STUDY AND DESIGN OF AN ENERGY EFFICIENT PERCEPTION MODULE COMBINING EVENT-BASED IMAGE SENSORS AND SPIKING NEURAL NETWORK WITH 3D INTEGRATION TECHNOLOGIES

L’UNIVERSITE GRENOBLE ALPES

 

Maxence Bouvier

ABSTRACT

Bio-inspired vision sensors and processors have started to attract attention as, after several decades of research, they start being broadly used for industrial purposes. These sensors, also called event-based, generate sparse data that intrinsically present three characteristics that bring important advantages for many computer vision applications. Indeed, event-driven acquisition permits to generate sparse data, with high acquisition speed at the order of the microsecond, while conserving an exceptionally large dynamic range.

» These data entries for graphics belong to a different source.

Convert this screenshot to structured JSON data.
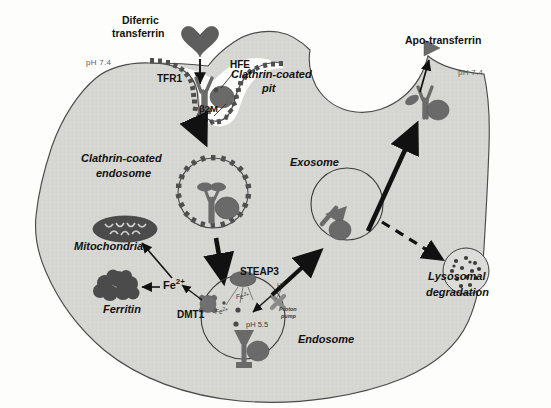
{
  "figure": {
    "type": "cell-biology-pathway-diagram"
  },
  "colors": {
    "cytoplasm_fill": "#d6d6d2",
    "extracellular_fill": "#fdfdfb",
    "membrane_stroke": "#4a4a4a",
    "protein_dark": "#5a5a5a",
    "protein_mid": "#6e6e6e",
    "arrow": "#111111",
    "text": "#111111",
    "text_muted": "#5d5d5d"
  },
  "labels": {
    "diferric_transferrin": "Diferric\ntransferrin",
    "diferric_transferrin_l1": "Diferric",
    "diferric_transferrin_l2": "transferrin",
    "hfe": "HFE",
    "tfr1": "TFR1",
    "b2m": "β2M",
    "clathrin_coated_pit_l1": "Clathrin-coated",
    "clathrin_coated_pit_l2": "pit",
    "clathrin_coated_endosome_l1": "Clathrin-coated",
    "clathrin_coated_endosome_l2": "endosome",
    "apo_transferrin": "Apo-transferrin",
    "ph_outer_left": "pH 7.4",
    "ph_outer_right": "pH 7.4",
    "ph_endosome": "pH 5.5",
    "exosome": "Exosome",
    "endosome": "Endosome",
    "lysosomal_degradation_l1": "Lysosomal",
    "lysosomal_degradation_l2": "degradation",
    "mitochondria": "Mitochondria",
    "ferritin": "Ferritin",
    "steap3": "STEAP3",
    "dmt1": "DMT1",
    "fe2_cytosol": "Fe2+",
    "fe2_cytosol_base": "Fe",
    "fe2_cytosol_sup": "2+",
    "fe3_endosome_base": "Fe",
    "fe3_endosome_sup": "3+",
    "fe2_endosome_base": "Fe",
    "fe2_endosome_sup": "2+",
    "proton": "H+",
    "proton_base": "H",
    "proton_sup": "+",
    "proton_pump_l1": "Proton",
    "proton_pump_l2": "pump"
  },
  "pathway_steps": [
    {
      "id": "step-1",
      "from": "Diferric transferrin",
      "to": "TFR1 receptor at clathrin-coated pit",
      "style": "solid"
    },
    {
      "id": "step-2",
      "from": "Clathrin-coated pit",
      "to": "Clathrin-coated endosome",
      "style": "solid-thick"
    },
    {
      "id": "step-3",
      "from": "Clathrin-coated endosome",
      "to": "Endosome",
      "style": "solid-thick"
    },
    {
      "id": "step-4",
      "from": "Endosome",
      "to": "Exosome",
      "style": "solid-thick"
    },
    {
      "id": "step-5",
      "from": "Exosome",
      "to": "Cell surface / Apo-transferrin release",
      "style": "solid-thick"
    },
    {
      "id": "step-6",
      "from": "TFR1 at surface",
      "to": "Apo-transferrin",
      "style": "solid-thin"
    },
    {
      "id": "step-7",
      "from": "Exosome",
      "to": "Lysosomal degradation",
      "style": "dashed"
    },
    {
      "id": "step-8",
      "from": "DMT1 export",
      "to": "Fe2+ cytosolic pool",
      "style": "solid-thin"
    },
    {
      "id": "step-9",
      "from": "Fe2+ cytosolic pool",
      "to": "Ferritin",
      "style": "solid-thin"
    },
    {
      "id": "step-10",
      "from": "Fe2+ cytosolic pool",
      "to": "Mitochondria",
      "style": "solid-thin"
    },
    {
      "id": "step-11",
      "from": "STEAP3 Fe3+ reduction",
      "to": "Fe2+ inside endosome",
      "style": "thin"
    },
    {
      "id": "step-12",
      "from": "H+ proton pump",
      "to": "Endosome lumen acidification (pH 5.5)",
      "style": "solid-thin"
    }
  ],
  "organelles": [
    {
      "name": "clathrin-coated-pit",
      "label": "Clathrin-coated pit"
    },
    {
      "name": "clathrin-coated-endosome",
      "label": "Clathrin-coated endosome"
    },
    {
      "name": "endosome",
      "label": "Endosome"
    },
    {
      "name": "exosome",
      "label": "Exosome"
    },
    {
      "name": "lysosome",
      "label": "Lysosomal degradation"
    },
    {
      "name": "mitochondria",
      "label": "Mitochondria"
    },
    {
      "name": "ferritin",
      "label": "Ferritin"
    }
  ],
  "proteins": [
    {
      "name": "tfr1",
      "label": "TFR1"
    },
    {
      "name": "hfe",
      "label": "HFE"
    },
    {
      "name": "b2m",
      "label": "β2M"
    },
    {
      "name": "steap3",
      "label": "STEAP3"
    },
    {
      "name": "dmt1",
      "label": "DMT1"
    },
    {
      "name": "proton-pump",
      "label": "Proton pump"
    }
  ]
}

Event-driven imagers are thus highly suited for deployment in situations where speed and application robustness are of high importance. However, event-based image sensors come with major drawbacks that render them nearly impracticable in embedded situations. They are noisy, poorly resolved and generate an incredible amount of data relatively to their resolution.This Ph.D. study thus focuses on understanding how they can be used, and how their drawbacks can be alleviated. The work explores bio-inspired applications for tasks where frame-based methods are already successful but present robustness flaws because classical frame-based imagers cannot be intrinsically high speed and high dynamic range. This manuscript provides leads to understand and decide why some algorithms matches more than other to their novel data type. It also tries to touch upon the reasons these sensors cannot be used as they are, but how they could be efficiently integrated into classical frame-based algorithmic pipelines and systems by deploying motion compensation of the raw data.In addition, a bio-inspired hardware-based solution to simultaneously reduce the output bandwidth and filter out noise, directly at the output of a grid of event-based pixels, is presented. It consists in the hardware implementation of a bio-inspired convolutional neural network accelerator – a neuromorphic processor – distributed near-sensor, that takes major advantages from being conceived toward a three-dimensional integration. This system was designed for minimizing its power budget, at the 28nm FDSOI node, and demonstrates a 2.86pJ per synaptic operation – or 93.0aJ per input event per pixel. On top of that, it is scalable for megapixel resolution sensors without induced overhead.